We are living and leading in tumultuous and vulnerable times. I need only to turn on the news, open my email or tune in to my next Zoom meeting to be faced with a new challenge or crisis. As a leader, I find my core values tested daily. It can be exhausting to show up both bravely and authentically.
I’ve learned that the most critical asset of brave, courageous and authentic leaders — and the most effective way to preserve my own energy — is to have clarity around my core values. We each have many values, yet there are usually two or three that define us. Indeed, our leadership style is nothing more than our core values translated into action every day.
But here’s the catch: We can’t practice them if we don’t know what they are.
Values Make the Leader
While we talk about leadership all the time, what is it really? Skills? Attributes? A training checklist?
In a 2007 Harvard Business Review article entitled “Discovering Your Authentic Leadership,” authors Bill George, Peter Sims, Andrew McLean and Diana Mayer described a project in which they interview 125 successful, authentic leaders. Their goal was to uncover the leadership skills that made each effective and to understand how those skills were developed. At the time, it was the largest in-depth study of leadership development ever undertaken.
The study found just one single attribute shared by all 125 interviewees: self-awareness, defined by personal values. Each of these leaders could name their core values and knew how, through the course of their own life story, their values came to be. Perhaps most importantly, each described how these top values had been tested under fire.
Our values are not our values — until they are tested under fire. And right now, there are multiple opportunities every day for leaders to test their self-awareness and values.
Finding Our Values
A quick online search will lead to dozens of resources that will help to identify and define personal values. In her book Dare to Lead, author and researcher Dr. Brené Brown also offers wisdom about how genuine values truly work. She wrote:
- We only have one set. There is not a set of professional values and personal values. And we do not shift our values based on context.
- Our values do not change in situations. They are our North Star, which guides us through all of this. Conflicts happen when our values clash with our place of work, our family, the stranger in line at the store.
For me, the most powerful step was to get clear about the behaviors which defined my core values. How do I show up to my team, family and friends when I am living from my core values? What does it look like to them when I abandon those values? Three follow-up questions helped me seal the deal:
Does this define me?
Is this who I am when I’m at my best?
Is this a reliable filter I can use to make the hard decisions?
We cannot begin to live into our values as leaders if we can’t name them. Our core values are a key beacon on the horizon in times of darkness or ambiguity.
Risking a Life of Misaligned Values
There are three core values that define me: courage, integrity and creativity. As I reflect through that lens on my good decisions, and on the important ones I didn’t make well, it’s easy to see how my core values were intricately woven throughout.
My failures were especially spectacular when I was living outside of my values. I was often fearful and chose to divert or avoid important conversations. I wasn’t brave enough to risk discomfort, vulnerability, looking bad or stumbling in the arena. I often missed my early warning indicators — a sense of foreboding, the pit in my stomach, procrastinating or polling others for the “right answer” — that would signal I was not aligned in my values.
My successes happened when all three of my values lined up together.
I am most proud of how the recent sale of my business unfolded. My partner and I relied on our values as primary negotiating tools, meaning we showed up courageously, respectfully, lovingly and creatively. We sat together in the discomfort of vulnerability as we worked through the financial deal. We stayed at the table together until we had an agreement, with our values intact and in full alignment.
Calibrating my life and my values has led to a greater sense of peace, fulfillment and effectiveness. Knowing, living and practicing them is my “Secret Sauce” to a successful life.
“Integrity is choosing courage over comfort. You choose what is right over what is fun, fast, or easy. And you choose to practice your values rather than simply professing them.” —Dr. Brené Brown
After 40 years as president of her print and marketing company, Eileen Rogers’ encore career is now as a leadership coach and business advisor through her company One Creative View. She is a seasoned and accomplished entrepreneur and recognized community leader who is fiercely passionate about supporting and growing more vulnerable and courageous leaders. She is a certified Dare to Lead™ facilitator, Integrative Enneagram practitioner and executive coach.
Our values are not our values — until they are tested under fire.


§ **The task**: Every entry below should be written out exactly, and no image should appear.

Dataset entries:
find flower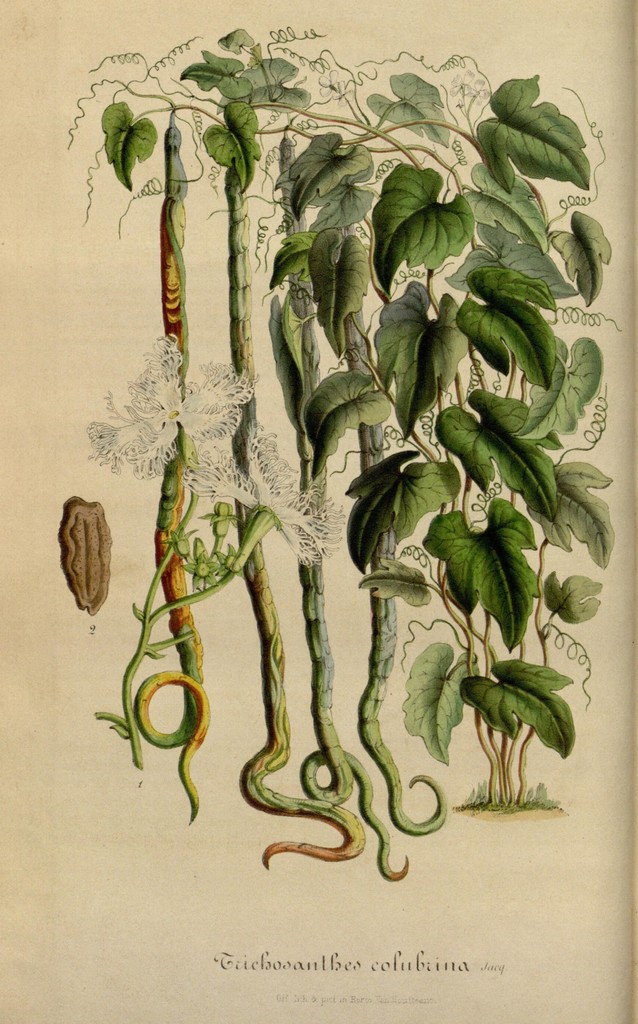
region(200, 419, 344, 564)
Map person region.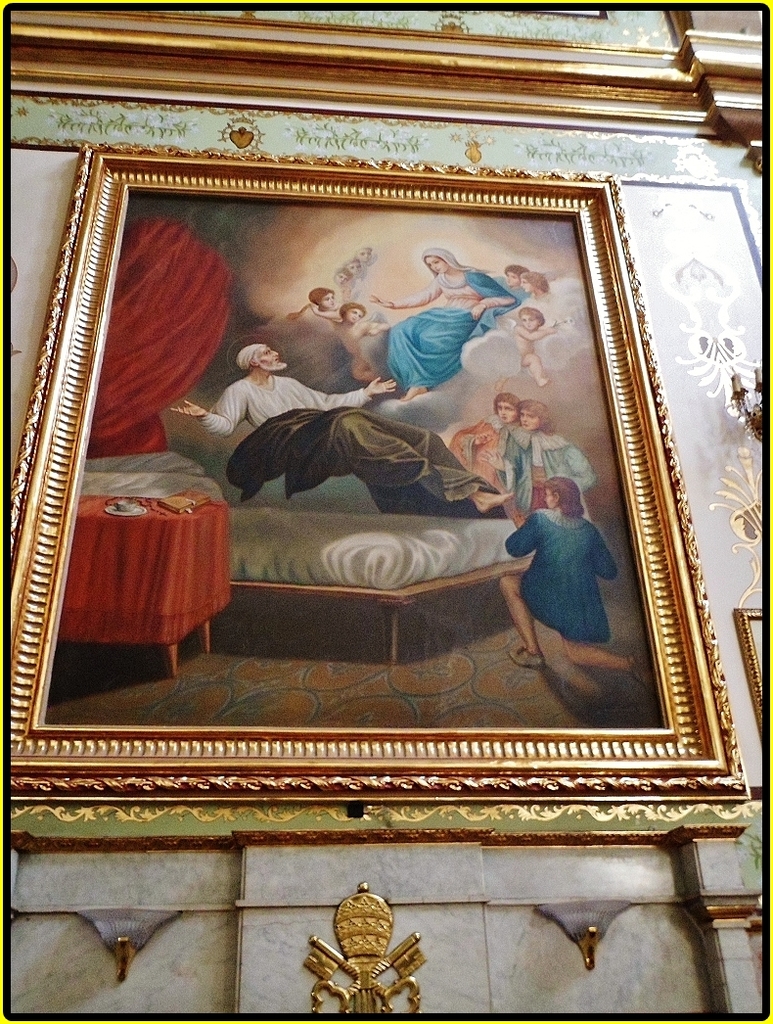
Mapped to locate(368, 249, 521, 399).
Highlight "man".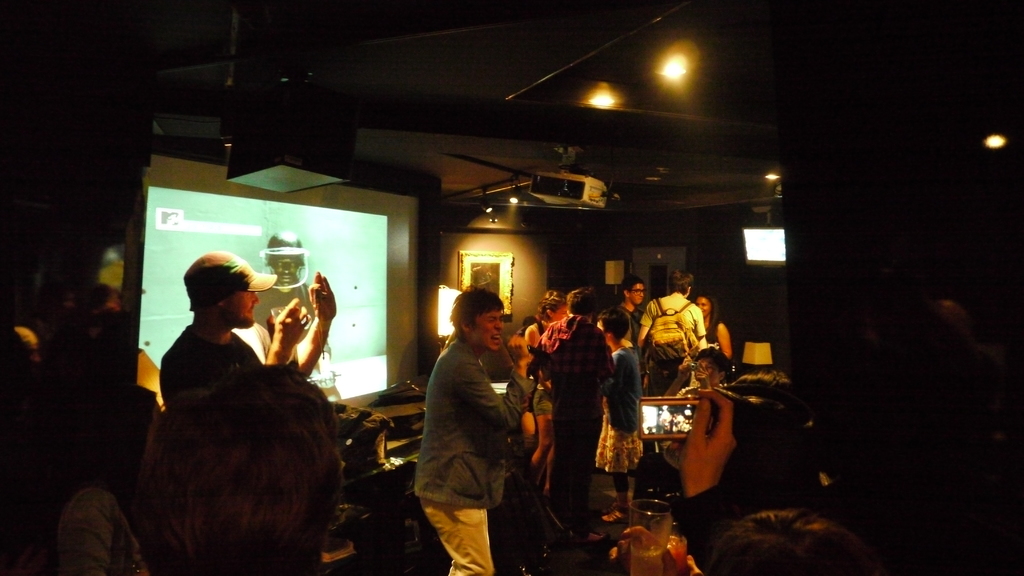
Highlighted region: crop(617, 274, 650, 328).
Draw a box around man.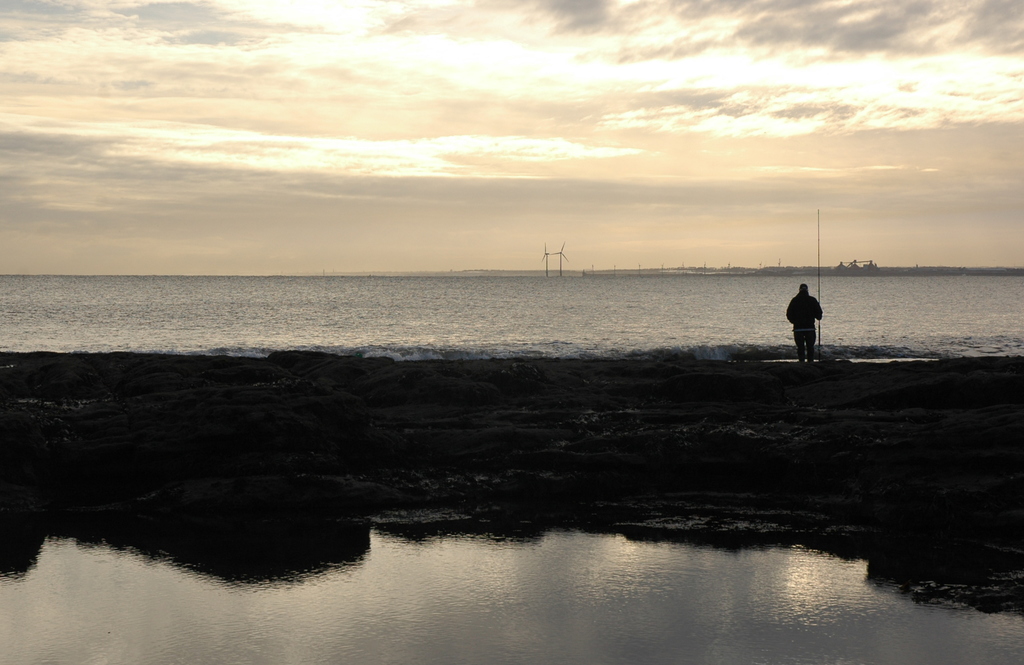
select_region(785, 284, 825, 363).
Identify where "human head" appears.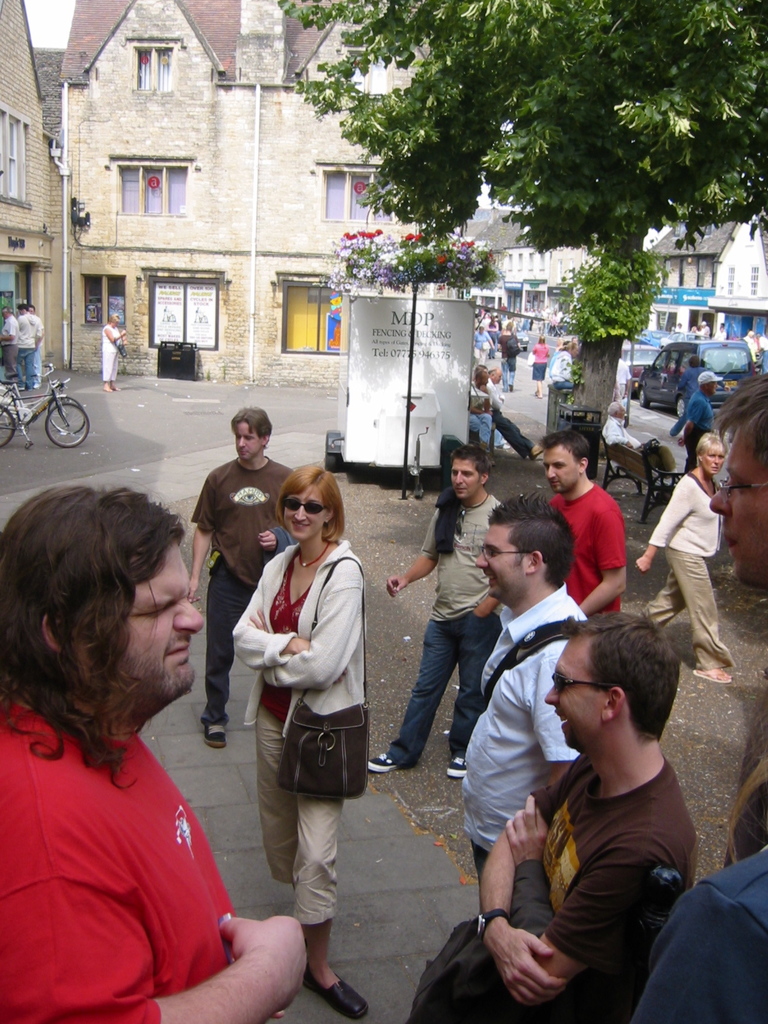
Appears at rect(474, 369, 488, 383).
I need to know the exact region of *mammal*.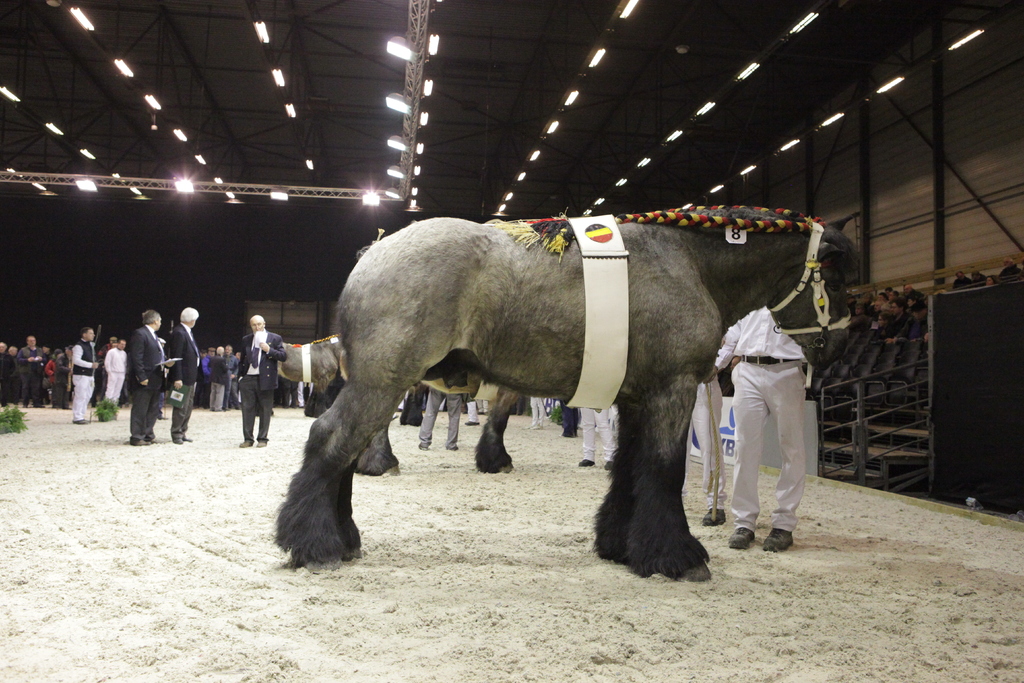
Region: {"left": 465, "top": 394, "right": 480, "bottom": 424}.
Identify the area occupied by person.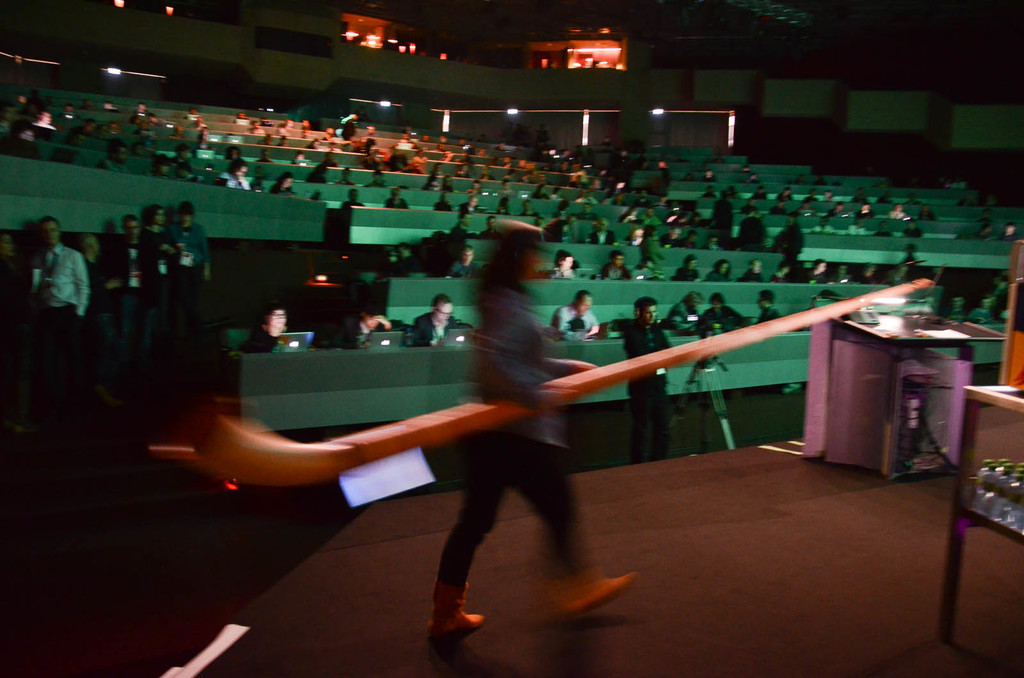
Area: (left=805, top=259, right=826, bottom=284).
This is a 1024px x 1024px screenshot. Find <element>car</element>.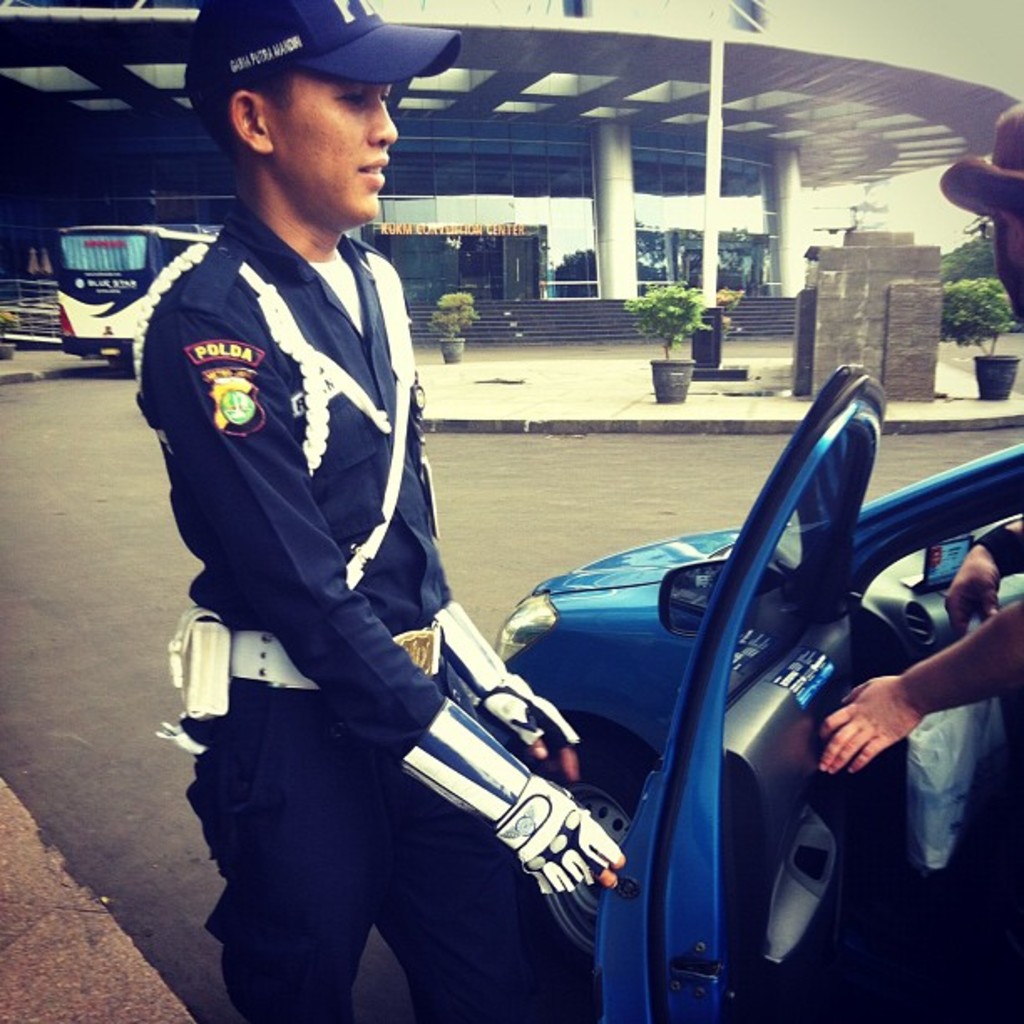
Bounding box: [x1=447, y1=351, x2=920, y2=1023].
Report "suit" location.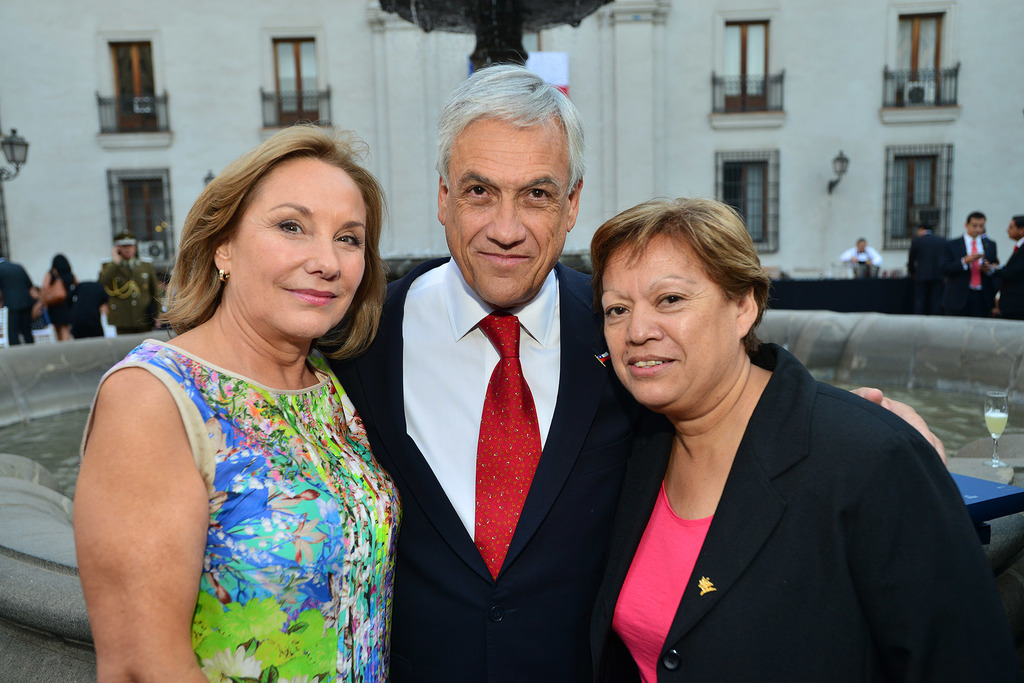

§ **Response for this exercise**:
find flower
region(200, 419, 344, 564)
Map person region.
Mapped to locate(368, 249, 521, 399).
Highlight "man".
Highlighted region: crop(617, 274, 650, 328).
Draw a box around man.
select_region(785, 284, 825, 363).
Identify where "human head" appears.
Appears at rect(474, 369, 488, 383).
I need to know the exact region of *mammal*.
Region: {"left": 465, "top": 394, "right": 480, "bottom": 424}.
Identify the area occupied by person.
Area: (left=805, top=259, right=826, bottom=284).
This is a 1024px x 1024px screenshot. Find <element>car</element>.
Bounding box: [x1=447, y1=351, x2=920, y2=1023].
Report "suit" location.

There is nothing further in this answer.